Tuesday, May 23, 2006

Humor Hurts

Today, Heather and I spent so much time at the Museum of Surgery that we actually had to be kicked out. We had stayed past closing. But the place was just too fascinating. And too hilarious. What also is funny, according to the Museum captions, at least, is people's misfortunes.

Entitled, "Malicious Joy in the Misfortune of Others." "Dentistry, particularly in the days before anesthaesia, lent itself to such malicious amusement." So tasteful, so classy.

Note how well put together the Museum displays are, and how very accurate. The date correction isn't noticeable at all. O, gentle reader, how I wish you could have witnessed the effort put into the collection. There were the irrelevant objects, like top hats, decorative maps, and random coins used to fill display cases; the same pictures used to accompany three different sets of captions; and the random table with a collection of unlabeled busts scattered under it that we couldn't really figure out. And oh yeah, there was also a sudden price hike. Even though the main attraction of the Museum, the Pathology Halls, were closed for the day, we had to pay a full entrance fee, a fee that did not exist until a few weeks ago. What two-roomed Museum with typos charges people? Especially after years of free viewing?

This important man was the first to use an umbrella in Eddie Bert. That crazy trendsetter. Now everyone in town has one.

Moi: So what did they do before he came along? They just got wet?
Heather: They wore top hats.
Why, of course.

A large portion of the collection dealt with military injuries. There were bones with musket balls still lodged inside everywhere. In one instance, Lord Uxbridge, who designed his own prosthesis, the first to have a bendable knee, was said to have exclaimed, upon being struck with a bullet at the battle of Waterloo, "My God, Sir, I have lost my leg." To which the Duke of Wellington replied, "My God, Sir, so you have." My God, I love British propriety.

Speaking of museums, a little more compare and contrast between Scotty and Switzer. Each capital has a city museum that has a model of the city.

This was Scotty's:


And these were Switzer's.


Honestly, some countries get all the artistic citizens.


- _ASSIGNMENT_
Your output must match the data word for word, with every line included.

- _EXTRACTED DATA_
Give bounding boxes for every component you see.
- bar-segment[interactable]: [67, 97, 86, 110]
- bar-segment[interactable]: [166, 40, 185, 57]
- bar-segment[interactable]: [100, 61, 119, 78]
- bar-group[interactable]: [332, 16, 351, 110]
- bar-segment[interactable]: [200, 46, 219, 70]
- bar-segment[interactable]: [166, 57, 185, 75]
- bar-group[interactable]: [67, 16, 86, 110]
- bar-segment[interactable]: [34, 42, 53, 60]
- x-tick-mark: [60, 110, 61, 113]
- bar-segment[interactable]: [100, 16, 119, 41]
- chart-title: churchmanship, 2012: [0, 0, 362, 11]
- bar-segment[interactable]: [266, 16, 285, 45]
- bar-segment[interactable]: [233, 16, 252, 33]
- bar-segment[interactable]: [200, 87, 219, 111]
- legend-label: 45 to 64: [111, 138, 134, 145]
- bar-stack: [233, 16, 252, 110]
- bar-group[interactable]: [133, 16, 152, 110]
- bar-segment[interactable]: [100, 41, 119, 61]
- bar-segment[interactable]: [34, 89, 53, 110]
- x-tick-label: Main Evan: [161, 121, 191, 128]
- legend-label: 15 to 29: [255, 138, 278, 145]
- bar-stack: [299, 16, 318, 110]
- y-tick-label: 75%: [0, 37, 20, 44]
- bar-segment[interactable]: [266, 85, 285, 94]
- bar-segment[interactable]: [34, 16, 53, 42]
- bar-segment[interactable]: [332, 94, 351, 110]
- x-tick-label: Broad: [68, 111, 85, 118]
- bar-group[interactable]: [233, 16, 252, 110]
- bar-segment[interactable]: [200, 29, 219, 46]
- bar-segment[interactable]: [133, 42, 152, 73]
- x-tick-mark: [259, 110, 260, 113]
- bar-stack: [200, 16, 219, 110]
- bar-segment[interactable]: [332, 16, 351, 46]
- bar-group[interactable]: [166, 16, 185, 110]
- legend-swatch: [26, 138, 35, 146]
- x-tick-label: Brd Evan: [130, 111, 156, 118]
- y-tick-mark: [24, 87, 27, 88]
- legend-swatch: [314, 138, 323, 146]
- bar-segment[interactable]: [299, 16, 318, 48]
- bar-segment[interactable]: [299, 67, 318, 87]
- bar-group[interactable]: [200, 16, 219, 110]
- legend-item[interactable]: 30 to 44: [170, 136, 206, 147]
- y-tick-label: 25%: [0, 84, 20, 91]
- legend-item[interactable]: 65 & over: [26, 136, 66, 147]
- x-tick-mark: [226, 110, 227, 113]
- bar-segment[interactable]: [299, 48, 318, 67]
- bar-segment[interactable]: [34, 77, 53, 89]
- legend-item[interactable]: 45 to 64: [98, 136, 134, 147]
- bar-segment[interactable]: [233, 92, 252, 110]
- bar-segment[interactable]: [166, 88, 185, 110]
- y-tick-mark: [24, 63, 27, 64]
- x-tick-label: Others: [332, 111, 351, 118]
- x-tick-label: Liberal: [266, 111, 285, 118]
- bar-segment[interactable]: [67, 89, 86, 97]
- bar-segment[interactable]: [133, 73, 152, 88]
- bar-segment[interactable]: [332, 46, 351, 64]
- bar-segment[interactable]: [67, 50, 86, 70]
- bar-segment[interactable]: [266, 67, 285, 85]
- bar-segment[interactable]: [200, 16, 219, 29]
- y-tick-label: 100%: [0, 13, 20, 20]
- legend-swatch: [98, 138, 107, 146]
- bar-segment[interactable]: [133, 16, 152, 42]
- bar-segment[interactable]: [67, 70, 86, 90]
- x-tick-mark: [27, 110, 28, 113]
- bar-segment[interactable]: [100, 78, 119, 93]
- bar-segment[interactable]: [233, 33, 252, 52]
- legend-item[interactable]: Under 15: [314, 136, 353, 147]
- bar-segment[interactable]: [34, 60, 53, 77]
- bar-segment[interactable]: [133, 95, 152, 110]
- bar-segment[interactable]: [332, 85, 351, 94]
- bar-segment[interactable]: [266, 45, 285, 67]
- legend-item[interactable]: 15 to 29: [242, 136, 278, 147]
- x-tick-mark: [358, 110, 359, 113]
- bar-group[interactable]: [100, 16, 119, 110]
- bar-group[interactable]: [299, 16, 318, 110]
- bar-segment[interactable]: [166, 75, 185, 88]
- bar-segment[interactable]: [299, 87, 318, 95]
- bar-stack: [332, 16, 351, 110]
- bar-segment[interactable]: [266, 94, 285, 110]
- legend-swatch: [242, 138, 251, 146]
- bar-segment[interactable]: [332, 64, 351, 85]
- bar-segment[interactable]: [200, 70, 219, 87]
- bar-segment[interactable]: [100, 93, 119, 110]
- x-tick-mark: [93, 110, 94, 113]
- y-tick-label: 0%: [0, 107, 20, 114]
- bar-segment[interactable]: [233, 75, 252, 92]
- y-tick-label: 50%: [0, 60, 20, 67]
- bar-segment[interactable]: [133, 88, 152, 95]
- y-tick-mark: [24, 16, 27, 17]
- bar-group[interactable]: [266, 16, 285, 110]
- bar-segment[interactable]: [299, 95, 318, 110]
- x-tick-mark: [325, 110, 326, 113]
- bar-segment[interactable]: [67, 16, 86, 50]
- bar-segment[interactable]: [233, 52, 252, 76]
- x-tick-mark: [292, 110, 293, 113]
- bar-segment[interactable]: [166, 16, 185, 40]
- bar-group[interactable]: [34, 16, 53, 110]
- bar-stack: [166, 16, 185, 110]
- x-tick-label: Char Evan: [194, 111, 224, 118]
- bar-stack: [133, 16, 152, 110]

- _TASK SOLUTION_
Give bounding boxes for every component you see.
- bar-segment[interactable]: [67, 97, 86, 110]
- bar-segment[interactable]: [166, 40, 185, 57]
- bar-segment[interactable]: [100, 61, 119, 78]
- bar-group[interactable]: [332, 16, 351, 110]
- bar-segment[interactable]: [200, 46, 219, 70]
- bar-segment[interactable]: [166, 57, 185, 75]
- bar-group[interactable]: [67, 16, 86, 110]
- bar-segment[interactable]: [34, 42, 53, 60]
- x-tick-mark: [60, 110, 61, 113]
- bar-segment[interactable]: [100, 16, 119, 41]
- chart-title: churchmanship, 2012: [0, 0, 362, 11]
- bar-segment[interactable]: [266, 16, 285, 45]
- bar-segment[interactable]: [233, 16, 252, 33]
- bar-segment[interactable]: [200, 87, 219, 111]
- legend-label: 45 to 64: [111, 138, 134, 145]
- bar-stack: [233, 16, 252, 110]
- bar-group[interactable]: [133, 16, 152, 110]
- bar-segment[interactable]: [100, 41, 119, 61]
- bar-segment[interactable]: [34, 89, 53, 110]
- x-tick-label: Main Evan: [161, 121, 191, 128]
- legend-label: 15 to 29: [255, 138, 278, 145]
- bar-stack: [299, 16, 318, 110]
- y-tick-label: 75%: [0, 37, 20, 44]
- bar-segment[interactable]: [266, 85, 285, 94]
- bar-segment[interactable]: [34, 16, 53, 42]
- bar-segment[interactable]: [332, 94, 351, 110]
- x-tick-label: Broad: [68, 111, 85, 118]
- bar-group[interactable]: [233, 16, 252, 110]
- bar-segment[interactable]: [200, 29, 219, 46]
- bar-segment[interactable]: [133, 42, 152, 73]
- x-tick-mark: [259, 110, 260, 113]
- bar-stack: [200, 16, 219, 110]
- bar-segment[interactable]: [332, 16, 351, 46]
- bar-group[interactable]: [166, 16, 185, 110]
- legend-swatch: [26, 138, 35, 146]
- x-tick-label: Brd Evan: [130, 111, 156, 118]
- y-tick-mark: [24, 87, 27, 88]
- legend-swatch: [314, 138, 323, 146]
- bar-segment[interactable]: [299, 16, 318, 48]
- bar-segment[interactable]: [299, 67, 318, 87]
- bar-group[interactable]: [200, 16, 219, 110]
- legend-item[interactable]: 30 to 44: [170, 136, 206, 147]
- y-tick-label: 25%: [0, 84, 20, 91]
- legend-item[interactable]: 65 & over: [26, 136, 66, 147]
- x-tick-mark: [226, 110, 227, 113]
- bar-segment[interactable]: [299, 48, 318, 67]
- bar-segment[interactable]: [34, 77, 53, 89]
- legend-item[interactable]: 45 to 64: [98, 136, 134, 147]
- bar-segment[interactable]: [233, 92, 252, 110]
- bar-segment[interactable]: [166, 88, 185, 110]
- y-tick-mark: [24, 63, 27, 64]
- x-tick-label: Others: [332, 111, 351, 118]
- x-tick-label: Liberal: [266, 111, 285, 118]
- bar-segment[interactable]: [67, 89, 86, 97]
- bar-segment[interactable]: [133, 73, 152, 88]
- bar-segment[interactable]: [332, 46, 351, 64]
- bar-segment[interactable]: [67, 50, 86, 70]
- bar-segment[interactable]: [266, 67, 285, 85]
- bar-segment[interactable]: [200, 16, 219, 29]
- y-tick-label: 100%: [0, 13, 20, 20]
- legend-swatch: [98, 138, 107, 146]
- bar-segment[interactable]: [133, 16, 152, 42]
- bar-segment[interactable]: [67, 70, 86, 90]
- x-tick-mark: [27, 110, 28, 113]
- bar-segment[interactable]: [100, 78, 119, 93]
- bar-segment[interactable]: [233, 33, 252, 52]
- legend-item[interactable]: Under 15: [314, 136, 353, 147]
- bar-segment[interactable]: [34, 60, 53, 77]
- bar-segment[interactable]: [133, 95, 152, 110]
- bar-segment[interactable]: [332, 85, 351, 94]
- bar-segment[interactable]: [266, 45, 285, 67]
- legend-item[interactable]: 15 to 29: [242, 136, 278, 147]
- x-tick-mark: [358, 110, 359, 113]
- bar-group[interactable]: [100, 16, 119, 110]
- bar-group[interactable]: [299, 16, 318, 110]
- bar-segment[interactable]: [166, 75, 185, 88]
- bar-segment[interactable]: [299, 87, 318, 95]
- bar-stack: [332, 16, 351, 110]
- bar-segment[interactable]: [266, 94, 285, 110]
- legend-swatch: [242, 138, 251, 146]
- bar-segment[interactable]: [332, 64, 351, 85]
- bar-segment[interactable]: [200, 70, 219, 87]
- bar-segment[interactable]: [100, 93, 119, 110]
- x-tick-mark: [93, 110, 94, 113]
- y-tick-label: 0%: [0, 107, 20, 114]
- bar-segment[interactable]: [233, 75, 252, 92]
- y-tick-label: 50%: [0, 60, 20, 67]
- bar-segment[interactable]: [133, 88, 152, 95]
- y-tick-mark: [24, 16, 27, 17]
- bar-group[interactable]: [266, 16, 285, 110]
- bar-segment[interactable]: [299, 95, 318, 110]
- x-tick-mark: [325, 110, 326, 113]
- bar-segment[interactable]: [67, 16, 86, 50]
- bar-segment[interactable]: [233, 52, 252, 76]
- x-tick-mark: [292, 110, 293, 113]
- bar-segment[interactable]: [166, 16, 185, 40]
- bar-group[interactable]: [34, 16, 53, 110]
- bar-stack: [166, 16, 185, 110]
- x-tick-label: Char Evan: [194, 111, 224, 118]
- bar-stack: [133, 16, 152, 110]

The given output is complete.